PHOENIX, AZ (November 21, 2011) – A lifelong fraud artist will spend the next 16 years in prison according to a sentence handed down by Judge Warren Granville. Jeffrey Allen Herald (D.O.B. 6/26/58) pled guilty to five class 2 felony counts of Fraudulent Schemes and Artifices for bilking 38 victims out of $500,000. Herald’s prison term will be followed by five years of supervised probation.
“Despite previous convictions and punishments, this defendant continued to prey on innocent victims and rob them of their hard-earned money. He will have an appropriately long time in prison to ponder the extensive harm he has caused others,” remarked Maricopa County Attorney Bill Montgomery.
The case against Herald is just the latest criminal episode in a long career of illegal activity that started with his first arrest in 1979 at the age of 21. To date, Herald has been arrested for fraud or theft more than twenty times in Florida, California, Colorado, Wisconsin and Arizona. Despite eight felony convictions in four states, Herald was able to continue perpetrating fraud on unsuspecting victims because he repeatedly changed his name to conceal his criminal history.
Virtually all of Herald’s crimes followed the same basic pattern: he would set up a phony business and take money for services that were never performed. After serving six months in jail in Florida for running a fraudulent fencing company in 1979, Herald ran similar scam operations in California, Wisconsin and Colorado, resulting in open warrants in the latter two jurisdictions after he fled.
He came to Arizona in 1985 and was convicted the following year for fraudulently obtaining a business loan and cashing thousands of dollars in checks on closed accounts. At the time of his sentencing, he fled to Texas where he started three more companies under a false name. In 1988, Herald was convicted of defrauding seventeen victims by taking their money and promising to perform concrete work which was never completed. He was sentenced to 10 years of probation in Texas and was returned to Arizona where he was sentenced to ten years in prison for his previous crimes.
While on parole in Arizona in 1993, Herald continued to commit fraud, scamming another thirty victims by promising fencing work that was never performed. He was sent back to prison, paroled in 2002, after which he absconded and was returned to prison in 2003. After his release in 2005, Herald continued to commit fraud by claiming to be an attorney and taking money for legal services which he never completed. After the State Bar sued him to Cease and Desist, Herald signed an agreement to stop presenting himself as an attorney. He then launched a commercial loan origination business, promising customers fast, high-dollar commercial loans. Once again, unsuspecting victims lost their money.

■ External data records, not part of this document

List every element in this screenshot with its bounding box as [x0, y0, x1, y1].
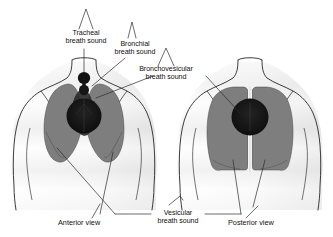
label-bronchial-line1: Bronchial [105, 40, 165, 48]
label-vesicular-line1: Vesicular [150, 209, 206, 217]
breath-sounds-illustration [0, 0, 333, 237]
label-bronchovesicular-line2: breath sound [130, 73, 202, 81]
label-bronchovesicular-line1: Bronchovesicular [130, 65, 202, 73]
label-tracheal-line1: Tracheal [56, 29, 116, 37]
label-bronchial-breath-sound: Bronchial breath sound [105, 40, 165, 56]
anterior-trachea-stem [82, 81, 85, 89]
label-vesicular-line2: breath sound [150, 217, 206, 225]
label-bronchovesicular-breath-sound: Bronchovesicular breath sound [130, 65, 202, 81]
label-bronchial-line2: breath sound [105, 48, 165, 56]
label-vesicular-breath-sound: Vesicular breath sound [150, 209, 206, 225]
label-posterior-view: Posterior view [228, 218, 274, 227]
diagram-canvas [0, 0, 333, 237]
label-anterior-view: Anterior view [58, 218, 100, 227]
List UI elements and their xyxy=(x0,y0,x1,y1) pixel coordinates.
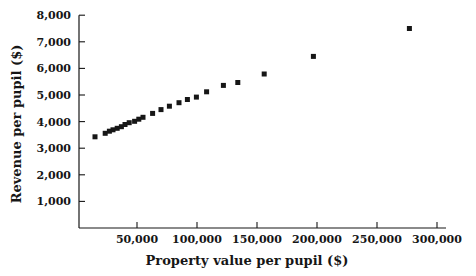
scatter-figure: 1,0002,0003,0004,0005,0006,0007,0008,000… xyxy=(0,0,476,276)
y-tick-label: 5,000 xyxy=(37,89,72,102)
data-point xyxy=(150,111,155,116)
x-tick-label: 250,000 xyxy=(352,233,402,246)
data-point xyxy=(204,89,209,94)
data-point xyxy=(185,97,190,102)
y-tick-label: 1,000 xyxy=(37,195,72,208)
x-tick-label: 300,000 xyxy=(412,233,462,246)
data-point xyxy=(93,134,98,139)
data-point xyxy=(194,95,199,100)
x-tick-label: 100,000 xyxy=(172,233,222,246)
data-point xyxy=(262,72,267,77)
y-tick-label: 3,000 xyxy=(37,142,72,155)
data-point xyxy=(407,26,412,31)
y-tick-label: 6,000 xyxy=(37,62,72,75)
y-tick-label: 4,000 xyxy=(37,116,72,129)
data-point xyxy=(167,104,172,109)
data-point xyxy=(177,100,182,105)
data-point xyxy=(141,115,146,120)
x-tick-label: 50,000 xyxy=(116,233,158,246)
y-tick-label: 8,000 xyxy=(37,9,72,22)
tick-labels-group: 1,0002,0003,0004,0005,0006,0007,0008,000… xyxy=(37,9,463,246)
data-point xyxy=(159,107,164,112)
x-axis-title: Property value per pupil ($) xyxy=(146,253,349,268)
data-point xyxy=(221,83,226,88)
x-tick-label: 200,000 xyxy=(292,233,342,246)
scatter-chart-svg: 1,0002,0003,0004,0005,0006,0007,0008,000… xyxy=(0,0,476,276)
data-points-group xyxy=(93,26,412,139)
data-point xyxy=(127,120,132,125)
y-tick-label: 7,000 xyxy=(37,36,72,49)
y-tick-label: 2,000 xyxy=(37,169,72,182)
x-tick-label: 150,000 xyxy=(232,233,282,246)
y-axis-title: Revenue per pupil ($) xyxy=(9,45,24,204)
data-point xyxy=(311,54,316,59)
data-point xyxy=(235,80,240,85)
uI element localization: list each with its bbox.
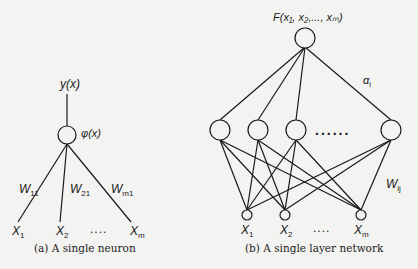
alpha-label: αi bbox=[363, 75, 371, 89]
edge-w21 bbox=[60, 144, 67, 222]
input-ellipsis-a: .... bbox=[90, 222, 107, 236]
weight-label-w11: W11 bbox=[19, 183, 39, 198]
input-label-x2-a: X2 bbox=[56, 225, 68, 240]
input-ellipsis-b: .... bbox=[313, 221, 330, 235]
weight-label-wm1: Wm1 bbox=[111, 183, 133, 198]
hidden-node bbox=[210, 120, 230, 140]
neuron-node bbox=[58, 126, 76, 144]
input-label-x2-b: X2 bbox=[280, 224, 292, 239]
input-label-xm-a: Xm bbox=[130, 225, 145, 240]
weight-label-w21: W21 bbox=[70, 183, 90, 198]
wij-edges bbox=[220, 140, 391, 210]
input-label-x1-a: X1 bbox=[12, 225, 24, 240]
caption-b: (b) A single layer network bbox=[245, 242, 383, 254]
output-label-b: F(x₁, x₂,..., xₘ) bbox=[273, 12, 343, 23]
hidden-ellipsis: ...... bbox=[315, 122, 350, 138]
input-node bbox=[280, 210, 290, 220]
weight-label-wij: Wij bbox=[386, 178, 401, 193]
hidden-node bbox=[286, 120, 306, 140]
input-node bbox=[356, 210, 366, 220]
activation-label: φ(x) bbox=[81, 128, 101, 139]
input-label-xm-b: Xm bbox=[354, 224, 369, 239]
hidden-node bbox=[248, 120, 268, 140]
input-label-x1-b: X1 bbox=[241, 224, 253, 239]
caption-a: (a) A single neuron bbox=[34, 242, 136, 254]
input-node bbox=[242, 210, 252, 220]
output-node bbox=[295, 28, 315, 48]
output-label-a: y(x) bbox=[60, 78, 80, 90]
hidden-node bbox=[381, 120, 401, 140]
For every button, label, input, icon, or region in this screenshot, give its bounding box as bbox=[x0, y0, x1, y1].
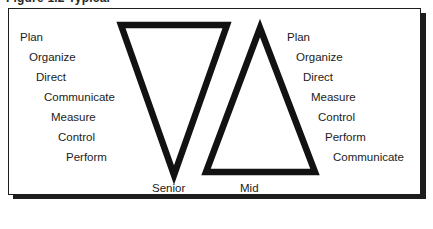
ladder-item: Plan bbox=[287, 27, 419, 47]
ladder-item: Control bbox=[287, 107, 419, 127]
ladder-item: Organize bbox=[20, 47, 140, 67]
ladder-item: Direct bbox=[287, 67, 419, 87]
figure-caption: Figure 1.2 Typical bbox=[6, 0, 110, 5]
ladder-item: Perform bbox=[287, 127, 419, 147]
ladder-item: Perform bbox=[20, 147, 140, 167]
ladder-item: Plan bbox=[20, 27, 140, 47]
mid-function-ladder: Plan Organize Direct Measure Control Per… bbox=[287, 27, 419, 167]
ladder-item: Measure bbox=[287, 87, 419, 107]
ladder-item: Organize bbox=[287, 47, 419, 67]
figure-caption-strip: Figure 1.2 Typical bbox=[0, 0, 433, 7]
ladder-item: Communicate bbox=[20, 87, 140, 107]
ladder-item: Measure bbox=[20, 107, 140, 127]
ladder-item: Communicate bbox=[287, 147, 419, 167]
tier-label-senior: Senior bbox=[152, 182, 185, 194]
tier-label-mid: Mid bbox=[240, 182, 259, 194]
ladder-item: Direct bbox=[20, 67, 140, 87]
frame-shadow-right bbox=[421, 13, 426, 199]
ladder-item: Control bbox=[20, 127, 140, 147]
frame-shadow-bottom bbox=[13, 195, 426, 199]
senior-function-ladder: Plan Organize Direct Communicate Measure… bbox=[20, 27, 140, 167]
figure-container: Figure 1.2 Typical Plan Organize Direct … bbox=[0, 0, 433, 229]
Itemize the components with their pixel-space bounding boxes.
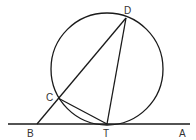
label-t: T	[103, 128, 109, 139]
label-b: B	[27, 128, 34, 139]
chord-dt	[107, 18, 126, 124]
label-a: A	[179, 128, 186, 139]
label-d: D	[124, 5, 131, 16]
chord-ct	[58, 98, 107, 124]
circle	[51, 13, 163, 125]
label-c: C	[46, 92, 53, 103]
secant-bd	[37, 18, 126, 124]
geometry-diagram: D C B T A	[0, 0, 196, 140]
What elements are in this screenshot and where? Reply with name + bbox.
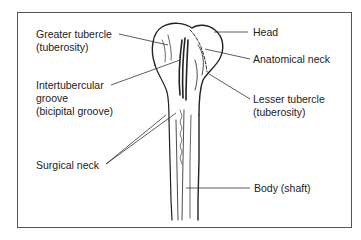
label-lesser-tubercle: Lesser tubercle bbox=[253, 93, 325, 105]
label-anatomical-neck: Anatomical neck bbox=[253, 53, 330, 65]
groove-shading bbox=[179, 38, 188, 100]
label-intertubercular-alt: (bicipital groove) bbox=[36, 105, 113, 117]
label-greater-tubercle-alt: (tuberosity) bbox=[36, 41, 89, 53]
bone-left-outline bbox=[155, 65, 169, 120]
label-intertubercular-2: groove bbox=[36, 92, 68, 104]
shaft-texture bbox=[180, 110, 182, 164]
shaft-inner-3 bbox=[190, 115, 191, 218]
leader-lesser-tubercle bbox=[209, 74, 250, 99]
leader-intertubercular bbox=[111, 60, 180, 85]
shaft-inner-1 bbox=[176, 120, 178, 220]
greater-tubercle-detail bbox=[162, 35, 171, 62]
leader-surgical-neck-1 bbox=[106, 115, 166, 164]
label-head: Head bbox=[253, 26, 278, 38]
shaft-left bbox=[169, 120, 172, 220]
label-intertubercular: Intertubercular bbox=[36, 79, 104, 91]
leader-greater-tubercle bbox=[119, 34, 168, 45]
leader-anatomical-neck bbox=[205, 49, 250, 59]
label-surgical-neck: Surgical neck bbox=[36, 159, 99, 171]
bone-head-outline bbox=[152, 23, 222, 115]
leader-surgical-neck-2 bbox=[106, 113, 176, 164]
shaft-inner-2 bbox=[182, 110, 184, 220]
label-lesser-tubercle-alt: (tuberosity) bbox=[253, 106, 306, 118]
shaft-right bbox=[198, 115, 199, 220]
label-greater-tubercle: Greater tubercle bbox=[36, 28, 112, 40]
label-body: Body (shaft) bbox=[254, 182, 311, 194]
anatomical-neck-line bbox=[190, 30, 207, 72]
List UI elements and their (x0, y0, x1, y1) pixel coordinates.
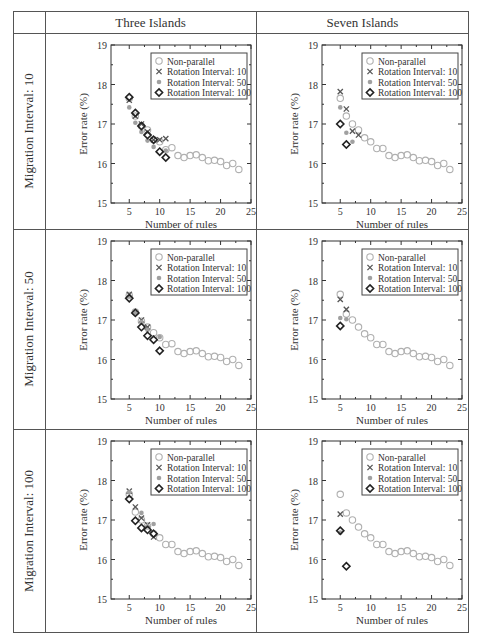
x-tick-label: 15 (185, 206, 195, 217)
x-tick-label: 25 (457, 206, 467, 217)
legend-entry: Rotation Interval: 10 (378, 463, 457, 473)
legend-entry: Rotation Interval: 100 (378, 88, 462, 98)
data-point-circle (349, 317, 355, 323)
data-point-dot (151, 522, 156, 527)
x-tick-label: 20 (216, 206, 226, 217)
data-point-diamond (343, 141, 350, 148)
y-tick-label: 15 (308, 394, 318, 405)
data-point-circle (367, 139, 373, 145)
data-point-circle (428, 158, 434, 164)
y-tick-label: 15 (308, 198, 318, 209)
legend-entry: Non-parallel (167, 57, 215, 67)
data-point-dot (368, 80, 373, 85)
x-tick-label: 15 (185, 602, 195, 613)
x-tick-label: 15 (396, 402, 406, 413)
data-point-dot (344, 130, 349, 135)
data-point-circle (181, 154, 187, 160)
x-axis-label: Number of rules (145, 414, 217, 426)
data-point-circle (441, 160, 447, 166)
data-point-circle (374, 341, 380, 347)
row-header: Migration Interval: 10 (21, 73, 36, 189)
y-tick-label: 17 (97, 119, 107, 130)
series (338, 297, 349, 312)
y-tick-label: 16 (308, 555, 318, 566)
y-tick-label: 15 (308, 594, 318, 605)
data-point-circle (434, 558, 440, 564)
data-point-circle (175, 548, 181, 554)
data-point-circle (343, 113, 349, 119)
legend-entry: Rotation Interval: 50 (167, 274, 246, 284)
x-tick-label: 25 (246, 402, 256, 413)
y-tick-label: 17 (97, 515, 107, 526)
series (127, 98, 169, 143)
data-point-x (344, 106, 349, 111)
y-tick-label: 17 (308, 315, 318, 326)
legend-entry: Rotation Interval: 100 (378, 284, 462, 294)
data-point-x (338, 89, 343, 94)
legend-entry: Rotation Interval: 50 (378, 274, 457, 284)
x-tick-label: 25 (246, 602, 256, 613)
x-tick-label: 10 (366, 206, 376, 217)
x-tick-label: 10 (366, 402, 376, 413)
legend: Non-parallelRotation Interval: 10Rotatio… (362, 249, 462, 295)
data-point-circle (447, 166, 453, 172)
data-point-circle (349, 121, 355, 127)
series (337, 291, 453, 368)
data-point-circle (410, 350, 416, 356)
data-point-circle (355, 524, 361, 530)
data-point-circle (349, 517, 355, 523)
series (338, 316, 349, 322)
data-point-circle (355, 324, 361, 330)
y-tick-label: 19 (308, 236, 318, 247)
data-point-circle (199, 550, 205, 556)
x-axis-label: Number of rules (145, 218, 217, 230)
data-point-circle (392, 550, 398, 556)
data-point-circle (163, 541, 169, 547)
data-point-diamond (337, 322, 344, 329)
data-point-circle (223, 358, 229, 364)
data-point-circle (422, 353, 428, 359)
data-point-diamond (337, 120, 344, 127)
y-tick-label: 19 (308, 436, 318, 447)
series (127, 490, 156, 528)
data-point-circle (169, 341, 175, 347)
data-point-circle (422, 157, 428, 163)
data-point-circle (236, 562, 242, 568)
legend-entry: Rotation Interval: 100 (167, 484, 251, 494)
data-point-circle (236, 362, 242, 368)
data-point-circle (217, 354, 223, 360)
x-axis-label: Number of rules (145, 614, 217, 626)
data-point-dot (350, 139, 355, 144)
data-point-dot (368, 476, 373, 481)
data-point-circle (217, 554, 223, 560)
data-point-dot (133, 121, 138, 126)
legend-entry: Non-parallel (167, 453, 215, 463)
data-point-circle (205, 354, 211, 360)
data-point-circle (230, 160, 236, 166)
chart-grid-svg: Three IslandsSeven IslandsMigration Inte… (13, 11, 469, 633)
series (337, 527, 350, 570)
chart-grid-table: Three IslandsSeven IslandsMigration Inte… (13, 11, 469, 633)
y-axis-label: Error rate (%) (77, 289, 90, 351)
data-point-circle (434, 358, 440, 364)
data-point-x (338, 511, 343, 516)
legend: Non-parallelRotation Interval: 10Rotatio… (151, 249, 251, 295)
data-point-circle (447, 362, 453, 368)
legend-entry: Rotation Interval: 10 (167, 263, 246, 273)
data-point-circle (211, 353, 217, 359)
data-point-circle (230, 556, 236, 562)
legend-entry: Rotation Interval: 50 (167, 474, 246, 484)
series (338, 511, 343, 516)
y-tick-label: 17 (308, 119, 318, 130)
data-point-circle (193, 348, 199, 354)
data-point-dot (157, 80, 162, 85)
legend-entry: Non-parallel (378, 57, 426, 67)
data-point-circle (187, 152, 193, 158)
y-tick-label: 16 (97, 355, 107, 366)
data-point-circle (223, 162, 229, 168)
data-point-circle (441, 356, 447, 362)
y-tick-label: 16 (308, 159, 318, 170)
legend: Non-parallelRotation Interval: 10Rotatio… (362, 53, 462, 99)
y-axis-label: Error rate (%) (77, 489, 90, 551)
data-point-circle (337, 491, 343, 497)
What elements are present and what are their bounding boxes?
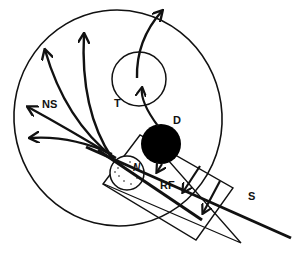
t-arrow: [142, 88, 158, 126]
label-rf: RF: [160, 180, 175, 191]
label-n: N: [133, 163, 140, 173]
label-d: D: [173, 115, 181, 126]
diagram-svg: [0, 0, 298, 253]
label-ns: NS: [42, 99, 57, 110]
label-t: T: [114, 98, 121, 109]
perp-arrow-2: [203, 181, 220, 213]
diagram-canvas: NS T D N RF S: [0, 0, 298, 253]
ns-arrows: [28, 34, 116, 158]
label-s: S: [248, 191, 255, 202]
outer-ellipse: [0, 0, 236, 239]
d-arrow: [157, 164, 162, 172]
circle-d: [141, 124, 181, 164]
t-up-arrow: [137, 11, 162, 78]
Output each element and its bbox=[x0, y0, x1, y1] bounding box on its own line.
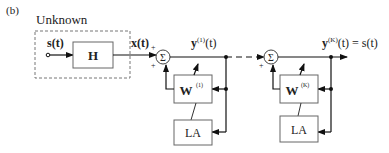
wk-to-summer-arrow bbox=[273, 65, 280, 89]
mixing-block-label: H bbox=[88, 48, 98, 63]
unmix-block-k-sup: (K) bbox=[301, 82, 309, 89]
wk-adapt-arrow bbox=[300, 64, 304, 75]
la-block-1-label: LA bbox=[185, 126, 201, 140]
summer-1-plus-bottom: + bbox=[151, 61, 156, 70]
stage1-output-label: y(1)(t) bbox=[191, 36, 217, 50]
panel-label: (b) bbox=[6, 4, 19, 17]
unmix-block-k-label: W bbox=[286, 83, 299, 98]
unmix-block-1-sup: (1) bbox=[196, 82, 203, 89]
unmix-block-1-label: W bbox=[180, 83, 193, 98]
summer-k-symbol: Σ bbox=[268, 52, 274, 63]
summer-1-symbol: Σ bbox=[160, 52, 166, 63]
lak-adapt-link bbox=[298, 103, 301, 116]
w1-to-summer-arrow bbox=[166, 65, 174, 89]
final-output-label: y(K)(t) = s(t) bbox=[322, 36, 378, 50]
w1-adapt-arrow bbox=[194, 64, 198, 75]
mixed-signal-label: x(t) bbox=[131, 36, 149, 50]
la1-adapt-link bbox=[191, 103, 196, 120]
summer-k-plus-bottom: + bbox=[259, 61, 264, 70]
la-block-k-label: LA bbox=[291, 123, 307, 137]
unknown-group-title: Unknown bbox=[36, 12, 88, 27]
source-terminal bbox=[46, 53, 50, 57]
source-signal-label: s(t) bbox=[47, 36, 64, 50]
separation-diagram: (b) Unknown s(t) H x(t) Σ + + y(1)(t) W … bbox=[0, 0, 389, 153]
summer-1-plus-top: + bbox=[151, 43, 156, 52]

In September 2008, Herald was indicted on 78 counts of Fraudulent Schemes and Theft. During the pendency of his case, he feigned multiple illness including lung cancer, prostate cancer, gall bladder disease, Parkinson’s disease and ligament cancer. He had two Rule 11 proceedings, only to be found to be malingering. He pled guilty to five counts and will not be eligible for early release until 2025.
The number of known victims of Jeffrey Herald’s criminal career stands at 205, including those in the current case.